Here's why you should care about the scrapping of A-level anthropology

By Dan Hicks, Associate Professor and Curator, Pitt Rivers Museum and School of Archaeology, University of Oxford

This article originally appeared on The Conversation, 31 October 2016

Water colour painting showing front and side view of Haida wooden mask

Image: Watercolour painting of Haida painted wooden mask, Pitt Rivers Museum, University of Oxford 2014.89.1a

At first the voices were predictable. With art history and archaeology announced as the latest A-levels set to be scrapped, TV presenter Tony Robinson condemned this “barbaric act”. The Council for British Archaeology warned of a national shortage of archaeologists. And sculptor Anish Kapoor complained that “the humanities are under assault”.

Of course the old accusations that art history serves only a cultural elite were trotted out by the Guardian. But gradually more unexpected responses developed – and questions of equality, culture, and creativity were raised.

I teach three subjects to undergraduates at Oxford University: archaeology, art history and anthropology. And all three – along with classics and statistics – face the axe from the A-level syllabus as part of exam board AQA‘s latest reshuffle.

But as a Change.org petition to Save A-level archaeology approaches 15,000 signatures, and the 38 Degrees petition for art history reaches almost 20,000, given that the decision to axe anthropology was taken well over a year ago, there has been no comparable outcry at the potential loss of anthropology.

Why it matters

The reasons for the silence are complex. In part, it’s just that A-level anthropology is very new. Launched in 2011, through a partnership with the Royal Anthropological Institute, its planned loss was first announced some 18 months ago. Archaeology and art history are also relatively small subjects, but they have forged much stronger institutional networks – over a much longer period of time – which they now rely on for advocacy and support.

This includes national museums like the British Museum and university museums, along with politicians, broadcasters, publishers and TV production companies. As well as professional bodies like the Chartered Institute for Archaeologists, and learned societies like the Society of Antiquaries of London.

Another factor is a longstanding academic prejudice that students should not study certain subjects until as late as possible. A significant number of academic anthropologists and archaeologists – and even some art historians – maintain their disciplines are complex postgraduate research subjects that should not be oversimplified.

In the recent past this made the development and delivery of undergraduate programmes in supposedly “specialist” fields controversial. Today, debate about the breadth of A-level subject coverage combines such narrow thinking with the idea of a “relatively small customer base”.

In the universities, over the past three decades these attitudes have been gradually changing. At Oxford, Archaeology and Anthropology has been offered as a BA from 1992 and History of Art as a BA from 2004. These degrees have reignited teaching excellence in the university’s museums, and have injected a new diversity of cross-cultural, non-western and pre-modern topics into the academic curriculum.

Understanding the humanities

But the major cause of the relative silence about the loss of anthropology A-level is probably that anthropology remains so poorly understood and communicated. And its intimate historic connections with colonial governance and Victorian concepts of “race” mean that the subject’s role today as one that celebrates cultural diversity can be difficult to communicate.

Nevertheless, in the context of the refugee crisis, Brexit, and the rise of populist extremism, Britain has never needed anthropology more than it does today. Anthropology studies different modes of thought, forms of knowledge and belief, types of material culture and collective organisation, varieties of equality, inequality and ways of life. Not just around the world, but also “at home”.

Anthropology resists the dehumanisation of others by expanding our conception of “the humanities”. The challenges of “decolonising the curriculum” rightly highlighted by last year’s Rhodes Must Fall in Oxford campaign are by no means irrelevant to further education. Here, anthropology has a potentially huge role to play. And museums such as the Pitt Rivers in Oxford and the Cambridge Museum of Archaeology and Anthropology represent important spaces in which new conversations about inhumanity and its alternatives can begin.

Defending the study of anthropology, art history and archaeology at all levels is a crucial part of resisting the erosion of so-called “soft subjects”. It is crucial that we communicate to students and teachers that these fascinating subjects can be studied at university with almost any combination of A-levels. Languages, sciences, social sciences or literature all provide useful skills for these “undisciplined”, ambitious and open-minded fields of enquiry.

But we must also take stock of what is now missing from the world view represented by the AQA curriculum. As a modern subject, anthropology challenges Euro-American assumptions about how we live, how we think and who we are. And it enriches our appreciation of cultural diversity by seeking to understand human potential.

Minority subjects facilitate a diversity of knowledge. Anthropology may be relatively small in student numbers, but the subject is essential if we are to build any truly inclusive understanding of “the humanities” in the future.

Read the article in its original publication on The Conversation.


● **WORK TO COMPLETE**
Retrieve every line of the data holding the word "CallTimeout".

● **RECORDS SHOWN**
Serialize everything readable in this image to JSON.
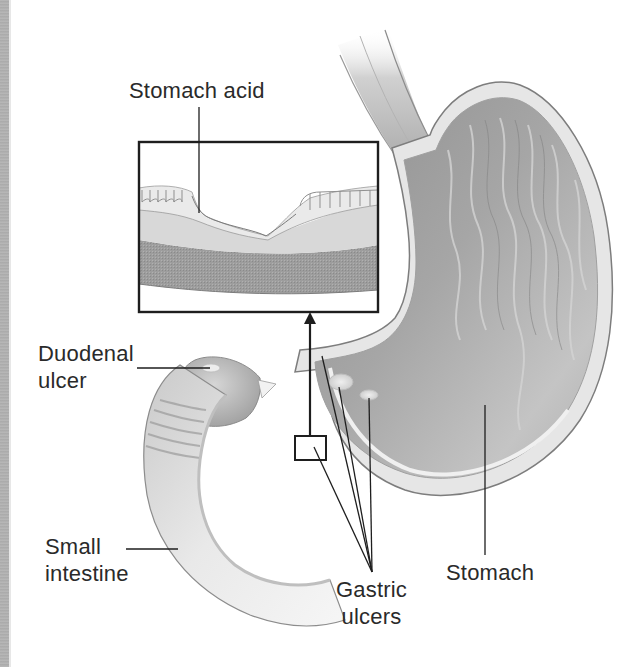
{
  "figure": {
    "inset": "Magnified view of ulcer in stomach lining"
  },
  "labels": {
    "stomach_acid": "Stomach acid",
    "duodenal_ulcer": [
      "Duodenal",
      "ulcer"
    ],
    "small_intestine": [
      "Small",
      "intestine"
    ],
    "gastric_ulcers": [
      "Gastric",
      "ulcers"
    ],
    "stomach": "Stomach"
  },
  "colors": {
    "background": "#ffffff",
    "text": "#2a2a2a",
    "leader_line": "#1e1e1e",
    "tissue_light": "#e4e4e4",
    "tissue_mid": "#b9b9b9",
    "tissue_dark": "#8e8e8e",
    "left_strip": "#aaaaaa"
  }
}
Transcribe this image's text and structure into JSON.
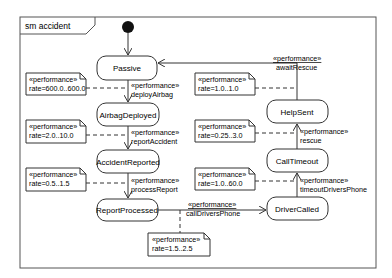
{
  "frame": {
    "title": "sm accident"
  },
  "states": [
    {
      "id": "passive",
      "label": "Passive"
    },
    {
      "id": "airbag_deployed",
      "label": "AirbagDeployed"
    },
    {
      "id": "accident_reported",
      "label": "AccidentReported"
    },
    {
      "id": "report_processed",
      "label": "ReportProcessed"
    },
    {
      "id": "driver_called",
      "label": "DriverCalled"
    },
    {
      "id": "call_timeout",
      "label": "CallTimeout"
    },
    {
      "id": "help_sent",
      "label": "HelpSent"
    }
  ],
  "transitions": [
    {
      "stereotype": "«performance»",
      "name": "deployAirbag",
      "from": "Passive",
      "to": "AirbagDeployed"
    },
    {
      "stereotype": "«performance»",
      "name": "reportAccident",
      "from": "AirbagDeployed",
      "to": "AccidentReported"
    },
    {
      "stereotype": "«performance»",
      "name": "processReport",
      "from": "AccidentReported",
      "to": "ReportProcessed"
    },
    {
      "stereotype": "«performance»",
      "name": "callDriversPhone",
      "from": "ReportProcessed",
      "to": "DriverCalled"
    },
    {
      "stereotype": "«performance»",
      "name": "timeoutDriversPhone",
      "from": "DriverCalled",
      "to": "CallTimeout"
    },
    {
      "stereotype": "«performance»",
      "name": "rescue",
      "from": "CallTimeout",
      "to": "HelpSent"
    },
    {
      "stereotype": "«performance»",
      "name": "awaitRescue",
      "from": "HelpSent",
      "to": "Passive"
    }
  ],
  "notes": [
    {
      "stereotype": "«performance»",
      "rate": "rate=600.0..600.0"
    },
    {
      "stereotype": "«performance»",
      "rate": "rate=2.0..10.0"
    },
    {
      "stereotype": "«performance»",
      "rate": "rate=0.5..1.5"
    },
    {
      "stereotype": "«performance»",
      "rate": "rate=1.5..2.5"
    },
    {
      "stereotype": "«performance»",
      "rate": "rate=1.0..60.0"
    },
    {
      "stereotype": "«performance»",
      "rate": "rate=0.25..3.0"
    },
    {
      "stereotype": "«performance»",
      "rate": "rate=1.0..1.0"
    }
  ],
  "colors": {
    "line": "#333333",
    "fill": "#ffffff",
    "initial": "#111111"
  }
}
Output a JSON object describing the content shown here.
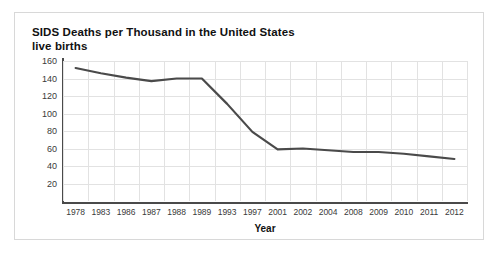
{
  "card": {
    "background_color": "#ffffff",
    "border_color": "#d8d8d8"
  },
  "chart_data": {
    "type": "line",
    "title": "SIDS Deaths per Thousand in the United States\nlive births",
    "xlabel": "Year",
    "ylabel": "",
    "categories": [
      "1978",
      "1983",
      "1986",
      "1987",
      "1988",
      "1989",
      "1993",
      "1997",
      "2001",
      "2002",
      "2004",
      "2008",
      "2009",
      "2010",
      "2011",
      "2012"
    ],
    "values": [
      152,
      146,
      141,
      137,
      140,
      140,
      111,
      79,
      59,
      60,
      58,
      56,
      56,
      54,
      51,
      48
    ],
    "series": [
      {
        "name": "SIDS deaths per thousand live births",
        "values": [
          152,
          146,
          141,
          137,
          140,
          140,
          111,
          79,
          59,
          60,
          58,
          56,
          56,
          54,
          51,
          48
        ],
        "color": "#4a4a4a"
      }
    ],
    "ylim": [
      0,
      160
    ],
    "yticks": [
      160,
      140,
      120,
      100,
      80,
      60,
      40,
      20
    ],
    "grid": true,
    "legend": "none",
    "line_color": "#4a4a4a",
    "gridline_color": "#e2e2e2",
    "axis_color": "#4a4a4a"
  }
}
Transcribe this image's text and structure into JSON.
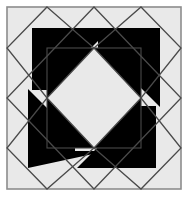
{
  "figure": {
    "type": "geometric-quilt-block",
    "canvas": {
      "width": 188,
      "height": 199
    },
    "background_color": "#ffffff"
  },
  "palette": {
    "page_background": "#ffffff",
    "block_background": "#e9e9e9",
    "dark_fill": "#000000",
    "outline_stroke": "#4a4a4a",
    "frame_stroke": "#8c8c8c",
    "light_patch": "#e9e9e9"
  },
  "geometry": {
    "frame": {
      "x": 7,
      "y": 7,
      "width": 174,
      "height": 182,
      "stroke_width": 1.6
    },
    "edge_midpoints": {
      "top": [
        94,
        7
      ],
      "right": [
        181,
        98
      ],
      "bottom": [
        94,
        189
      ],
      "left": [
        7,
        98
      ]
    },
    "inner_square": {
      "x": 47,
      "y": 48,
      "width": 94,
      "height": 100
    },
    "inner_square_center": [
      94,
      98
    ],
    "outline_stroke_width": 1.3
  },
  "shapes": {
    "big_diamond": {
      "name": "large-diamond-outline",
      "points": "94,7 181,98 94,189 7,98",
      "fill": "none"
    },
    "corner_diamonds": [
      {
        "name": "corner-diamond-top-left",
        "points": "47,7 94,48 47,98 7,48"
      },
      {
        "name": "corner-diamond-top-right",
        "points": "141,7 181,48 141,98 94,48"
      },
      {
        "name": "corner-diamond-bottom-left",
        "points": "47,98 94,148 47,189 7,148"
      },
      {
        "name": "corner-diamond-bottom-right",
        "points": "141,98 181,148 141,189 94,148"
      }
    ],
    "corner_black_flags": [
      {
        "name": "black-flag-top-left",
        "points": "32,28 111,28 79,60 64,60 64,90 32,90"
      },
      {
        "name": "black-flag-top-right",
        "points": "160,28 160,107 128,75 128,60 98,60 98,28"
      },
      {
        "name": "black-flag-bottom-left",
        "points": "28,168 28,89 60,121 75,121 75,151 107,151"
      },
      {
        "name": "black-flag-bottom-right",
        "points": "156,168 77,168 109,136 124,136 124,106 156,106"
      }
    ],
    "inner_pinwheel_triangles": [
      {
        "name": "inner-triangle-top-left",
        "points": "47,48 141,48 94,98"
      },
      {
        "name": "inner-triangle-top-right",
        "points": "141,48 141,148 94,98"
      },
      {
        "name": "inner-triangle-bottom-right",
        "points": "141,148 47,148 94,98"
      },
      {
        "name": "inner-triangle-bottom-left",
        "points": "47,148 47,48 94,98"
      }
    ],
    "inner_light_diamond": {
      "name": "inner-light-diamond",
      "points": "94,48 141,98 94,148 47,98"
    }
  },
  "labels": {
    "alt_text": "Black and white geometric quilt block with a central light diamond inside a black square, surrounded by four rotational black flag shapes and overlapping diamond outlines."
  }
}
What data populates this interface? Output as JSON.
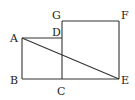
{
  "diagram": {
    "type": "geometry",
    "points": {
      "A": {
        "label": "A",
        "x": 22,
        "y": 38
      },
      "B": {
        "label": "B",
        "x": 22,
        "y": 79
      },
      "C": {
        "label": "C",
        "x": 62,
        "y": 79
      },
      "D": {
        "label": "D",
        "x": 62,
        "y": 38
      },
      "E": {
        "label": "E",
        "x": 119,
        "y": 79
      },
      "F": {
        "label": "F",
        "x": 119,
        "y": 21
      },
      "G": {
        "label": "G",
        "x": 62,
        "y": 21
      }
    },
    "segments": [
      "AB",
      "BC",
      "CD",
      "DA",
      "CE",
      "EF",
      "FG",
      "GC",
      "AE"
    ],
    "colors": {
      "line": "#333333",
      "label": "#222222",
      "background": "#ffffff"
    }
  }
}
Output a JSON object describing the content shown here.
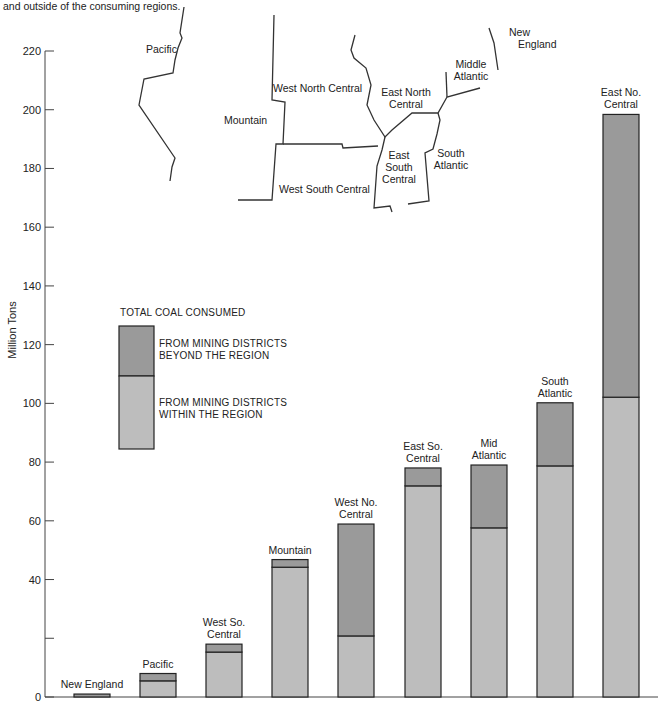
{
  "caption": "and outside of the consuming regions.",
  "colors": {
    "beyond": "#9a9a9a",
    "within": "#bdbdbd",
    "stroke": "#222222",
    "axis": "#444444"
  },
  "legend": {
    "title": "TOTAL COAL CONSUMED",
    "beyond_line1": "FROM MINING DISTRICTS",
    "beyond_line2": "BEYOND THE REGION",
    "within_line1": "FROM MINING DISTRICTS",
    "within_line2": "WITHIN THE REGION"
  },
  "map": {
    "labels": [
      "Pacific",
      "Mountain",
      "West North Central",
      "West South Central",
      "East North Central",
      "East South Central",
      "South Atlantic",
      "Middle Atlantic",
      "New England"
    ]
  },
  "chart_data": {
    "type": "bar",
    "stacked": true,
    "title": "",
    "xlabel": "",
    "ylabel": "Million Tons",
    "ylim": [
      0,
      220
    ],
    "yticks": [
      0,
      20,
      40,
      60,
      80,
      100,
      120,
      140,
      160,
      180,
      200,
      220
    ],
    "ytick_labels": [
      "0",
      "",
      "40",
      "60",
      "80",
      "100",
      "120",
      "140",
      "160",
      "180",
      "200",
      "220"
    ],
    "grid": false,
    "legend_placement": "left-middle",
    "categories": [
      [
        "New England"
      ],
      [
        "Pacific"
      ],
      [
        "West So.",
        "Central"
      ],
      [
        "Mountain"
      ],
      [
        "West No.",
        "Central"
      ],
      [
        "East So.",
        "Central"
      ],
      [
        "Mid",
        "Atlantic"
      ],
      [
        "South",
        "Atlantic"
      ],
      [
        "East No.",
        "Central"
      ]
    ],
    "series": [
      {
        "name": "From mining districts within the region",
        "values": [
          0,
          5.5,
          15.3,
          44.2,
          20.8,
          71.9,
          57.6,
          78.7,
          102.1
        ]
      },
      {
        "name": "From mining districts beyond the region",
        "values": [
          1,
          2.5,
          2.7,
          2.6,
          38.1,
          6.1,
          21.4,
          21.5,
          96.3
        ]
      }
    ],
    "totals": [
      1,
      8,
      18,
      46.8,
      58.9,
      78,
      79,
      100.2,
      198.4
    ]
  }
}
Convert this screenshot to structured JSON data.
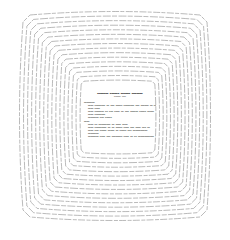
{
  "document": {
    "title": "▬▬▬▬▬▬▬ ▬▬▬▬▬▬ ▬▬▬▬▬▬ ▬▬▬▬▬▬▬",
    "subtitle": "▬▬▬▬▬ ▬▬▬",
    "sections": [
      {
        "heading": "▬▬▬▬▬▬▬▬",
        "items": [
          "▬▬▬▬ ▬▬▬▬▬▬▬▬ ▬▬ ▬▬▬ ▬▬▬▬▬ ▬▬▬▬▬▬▬▬ ▬▬▬ ▬▬▬▬▬▬ ▬▬ ▬▬▬▬▬",
          "▬▬▬▬ ▬▬▬▬",
          "▬▬▬▬ ▬▬▬▬▬▬▬ ▬▬ ▬▬▬ ▬▬▬▬ ▬▬ ▬▬▬ ▬▬▬▬▬▬ ▬▬▬▬▬ ▬▬▬▬▬",
          "▬▬▬▬ ▬▬▬▬▬▬▬▬",
          "▬▬▬▬▬▬▬▬ ▬▬▬ ▬▬▬▬▬"
        ]
      },
      {
        "heading": "▬▬▬▬",
        "items": [
          "▬▬▬▬ ▬▬ ▬▬▬▬▬▬▬▬▬ ▬▬ ▬▬▬▬ ▬▬▬▬",
          "▬▬▬▬ ▬▬▬▬▬▬▬▬▬ ▬▬ ▬▬ ▬▬▬▬▬ ▬▬▬▬ ▬▬▬ ▬▬▬▬ ▬▬▬ ▬▬",
          "▬▬▬▬ ▬▬▬ ▬▬▬▬▬ ▬▬▬▬▬ ▬▬ ▬▬▬▬▬ ▬▬▬ ▬▬▬▬▬▬▬▬▬▬▬",
          "▬▬▬▬▬▬▬▬",
          "▬▬▬▬▬▬▬▬ ▬▬▬▬ ▬▬▬ ▬▬▬▬▬▬▬▬ ▬▬▬▬ ▬▬ ▬▬ ▬▬▬▬▬▬▬▬▬▬▬▬"
        ]
      }
    ]
  },
  "rings": {
    "count": 16,
    "stroke_color": "#8a8a8a",
    "outer_box": {
      "left": 20,
      "top": 12,
      "right": 210,
      "bottom": 220
    },
    "inner_box": {
      "left": 80,
      "top": 80,
      "right": 156,
      "bottom": 154
    }
  }
}
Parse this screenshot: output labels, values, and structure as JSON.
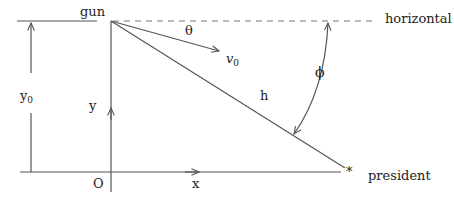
{
  "diagram": {
    "labels": {
      "gun": "gun",
      "horizontal": "horizontal",
      "theta": "θ",
      "v0_main": "v",
      "v0_sub": "0",
      "h": "h",
      "phi": "ϕ",
      "y0_main": "y",
      "y0_sub": "0",
      "y": "y",
      "origin": "O",
      "x": "x",
      "president": "president",
      "asterisk": "*"
    },
    "colors": {
      "line": "#555555",
      "dashed": "#777777",
      "text": "#222222"
    }
  }
}
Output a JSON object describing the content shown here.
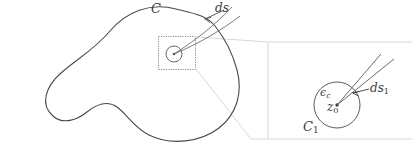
{
  "figure": {
    "width": 412,
    "height": 159,
    "background": "#ffffff",
    "stroke_main": "#4a4a4a",
    "stroke_faint": "#cfcfcf",
    "stroke_thin": "#6a6a6a",
    "text_color": "#3b3b3b"
  },
  "labels": {
    "contour_C": "C",
    "arc_element_ds": "ds",
    "epsilon_base": "ϵ",
    "epsilon_sub": "c",
    "center_point_base": "z",
    "center_point_sub": "0",
    "small_contour_base": "C",
    "small_contour_sub": "1",
    "arc_element_ds1_base": "ds",
    "arc_element_ds1_sub": "1"
  },
  "geometry": {
    "main_contour": {
      "name": "C",
      "description": "closed wavy blob contour",
      "path": "M 176 9 C 150 2 128 12 112 30 C 96 48 78 58 62 72 C 46 86 40 104 52 115 C 62 124 76 120 86 112 C 96 104 106 100 116 106 C 126 112 132 126 148 134 C 170 145 200 142 218 128 C 236 114 242 92 236 70 C 231 51 222 36 214 26 C 205 15 192 13 176 9 Z"
    },
    "inset_box": {
      "name": "magnified-region-box",
      "x": 158,
      "y": 36,
      "width": 37,
      "height": 34,
      "border_style": "dotted"
    },
    "small_circle_left": {
      "cx": 174,
      "cy": 54,
      "r": 8
    },
    "center_dot_left": {
      "cx": 174,
      "cy": 54,
      "r": 1.2
    },
    "ds_wedge_left": {
      "description": "thin wedge from upper-right converging to small circle",
      "line_a": "M 174 54 L 231 7",
      "line_b": "M 174 54 L 237 15"
    },
    "detail_circle": {
      "name": "C1",
      "cx": 337,
      "cy": 105,
      "r": 23
    },
    "center_dot_right": {
      "cx": 337,
      "cy": 105,
      "r": 1.6
    },
    "ds1_wedge_right": {
      "line_a": "M 337 105 L 382 55",
      "line_b": "M 337 105 L 393 60"
    },
    "magnification_frustum": {
      "description": "faint quadrilateral connecting inset box to detail view",
      "edges": [
        "M 195 36 L 268 41",
        "M 195 70 L 250 140",
        "M 268 41 L 412 41",
        "M 250 140 L 412 140",
        "M 268 41 L 268 140"
      ]
    },
    "arrow_ds": {
      "from_x": 225,
      "from_y": 9,
      "to_x": 206,
      "to_y": 18
    },
    "arrow_ds1": {
      "from_x": 369,
      "from_y": 88,
      "to_x": 354,
      "to_y": 93
    }
  }
}
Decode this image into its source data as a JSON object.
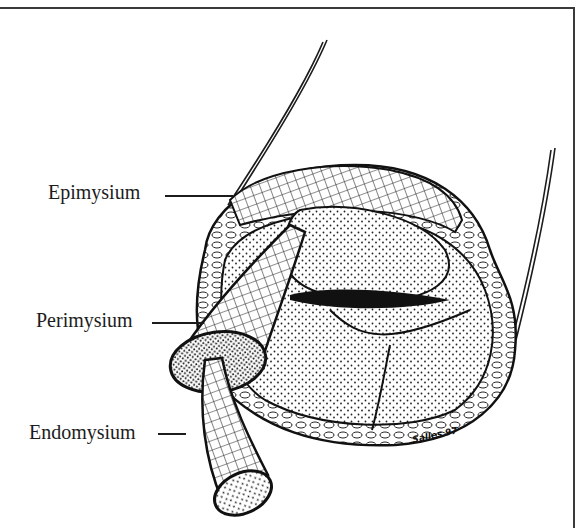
{
  "figure": {
    "labels": [
      {
        "id": "epimysium",
        "text": "Epimysium"
      },
      {
        "id": "perimysium",
        "text": "Perimysium"
      },
      {
        "id": "endomysium",
        "text": "Endomysium"
      }
    ],
    "signature": "Salles 97"
  },
  "colors": {
    "ink": "#1c1c1c",
    "paper": "#ffffff",
    "frame": "#3a3a3a"
  }
}
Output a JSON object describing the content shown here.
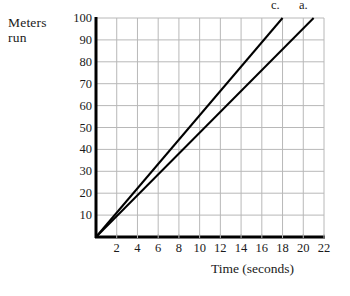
{
  "chart_data": {
    "type": "line",
    "title": "",
    "xlabel": "Time (seconds)",
    "ylabel": "Meters run",
    "ylabel_line1": "Meters",
    "ylabel_line2": "run",
    "xlim": [
      0,
      22
    ],
    "ylim": [
      0,
      100
    ],
    "grid": true,
    "legend_position": "above-line-ends",
    "xticks": [
      2,
      4,
      6,
      8,
      10,
      12,
      14,
      16,
      18,
      20,
      22
    ],
    "yticks": [
      10,
      20,
      30,
      40,
      50,
      60,
      70,
      80,
      90,
      100
    ],
    "xtick_labels": [
      "2",
      "4",
      "6",
      "8",
      "10",
      "12",
      "14",
      "16",
      "18",
      "20",
      "22"
    ],
    "ytick_labels": [
      "10",
      "20",
      "30",
      "40",
      "50",
      "60",
      "70",
      "80",
      "90",
      "100"
    ],
    "series": [
      {
        "name": "c.",
        "label": "c.",
        "color": "#000000",
        "points": [
          [
            0,
            0
          ],
          [
            18,
            100
          ]
        ],
        "slope_m_per_s": 5.56
      },
      {
        "name": "a.",
        "label": "a.",
        "color": "#000000",
        "points": [
          [
            0,
            0
          ],
          [
            21,
            100
          ]
        ],
        "slope_m_per_s": 4.76
      }
    ],
    "annotations": [
      {
        "text": "c.",
        "x": 17.3,
        "y": 106
      },
      {
        "text": "a.",
        "x": 20.0,
        "y": 106
      }
    ]
  },
  "style": {
    "axis_color": "#000000",
    "grid_color": "#b8b8b8",
    "line_color": "#000000",
    "background": "#ffffff"
  }
}
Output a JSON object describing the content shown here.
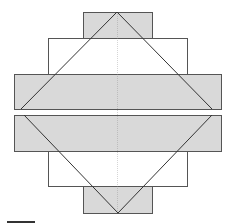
{
  "diagram": {
    "colors": {
      "fill": "#d9d9d9",
      "stroke": "#555555",
      "diagonal": "#333333",
      "centerline": "#888888",
      "background": "#ffffff"
    },
    "rects": [
      {
        "name": "top-block",
        "x": 83,
        "y": 12,
        "w": 69,
        "h": 26,
        "filled": true
      },
      {
        "name": "upper-middle-block",
        "x": 48,
        "y": 38,
        "w": 139,
        "h": 36,
        "filled": false
      },
      {
        "name": "upper-wide-block",
        "x": 14,
        "y": 74,
        "w": 207,
        "h": 35,
        "filled": true
      },
      {
        "name": "lower-wide-block",
        "x": 14,
        "y": 115,
        "w": 207,
        "h": 36,
        "filled": true
      },
      {
        "name": "lower-middle-block",
        "x": 48,
        "y": 151,
        "w": 139,
        "h": 35,
        "filled": false
      },
      {
        "name": "bottom-block",
        "x": 83,
        "y": 186,
        "w": 69,
        "h": 27,
        "filled": true
      }
    ],
    "upper_triangle": {
      "apex": [
        117,
        12
      ],
      "left": [
        21,
        109
      ],
      "right": [
        212,
        109
      ]
    },
    "lower_triangle": {
      "apex": [
        118,
        213
      ],
      "left": [
        24,
        115
      ],
      "right": [
        212,
        115
      ]
    },
    "centerline_x": 117,
    "scale_bar": {
      "x1": 7,
      "x2": 35,
      "y": 222
    }
  }
}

● **OUTPUT OF THE TASK**
      "label": "CallTimeout"
      "to": "CallTimeout"
      "from": "CallTimeout",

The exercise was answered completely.